In the earlier film Johannson takes on the low woman role, a striving but ungifted American actress; in this version, though Scarlett again "plays" a base American forced to employ her non-existent acting skills (so that's weird), the low woman in question is a British prostitute we never see. Here the suave monster is played by suave monster™ Huge Ackman, more capable but somehow less persuasive for it than Scoop's appropriately overmastered Jonathan Rhys-Meyers). The repetition compulsion (the director's, not the actors' or characters') is so pungent that it's hard not to wonder what's up, and from a small distance it seems like Woody has merely remade the first film so as to write a role for himself — as a bumbling magician, no less, doing the same lame trick over and over on a rickety stage.

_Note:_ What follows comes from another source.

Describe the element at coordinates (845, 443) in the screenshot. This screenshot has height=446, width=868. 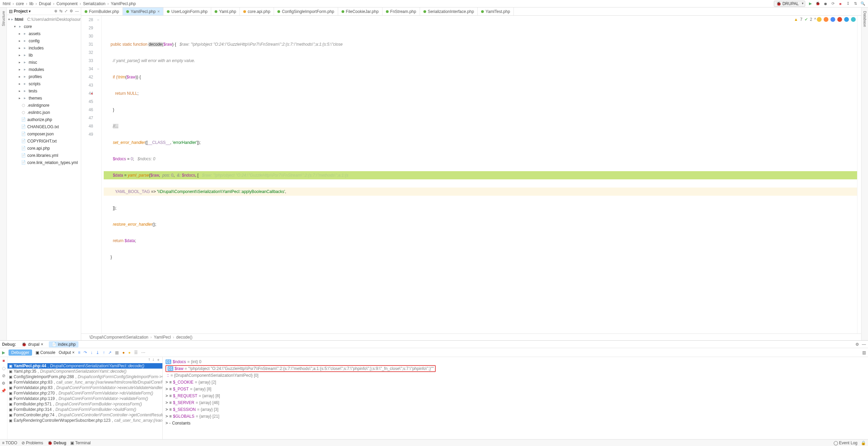
I see `event-log-button: ◯ Event Log` at that location.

One wonders how many times Woody Allen can parlay such a minimal scenario into (apparently) releasable films in the short window available to him. He's always been a prince of nostalgia; here the act of nostalgia is in having to recollect (despite contemporary settings) the lost moment when the United State's unrefined, upstart vitalism was last a source of anxiety for Britain's still-regnant aristocratic class (1944? 1923? 1898?), rather than itself a vanishing fact. That lost era has replaced (the conspicuously absent) jazz as the anachronistic tell of the Konigsberg project; it must somehow count as strange that, at this moment, the director has replaced a long-standing cultural fantasy with an explicitly nationalist one.

Addendum: given Allen's stature in France, perhaps his new obsession with Britain's old panic over ceding world-hegemonic power to the US becomes a way of pandering to French audiences.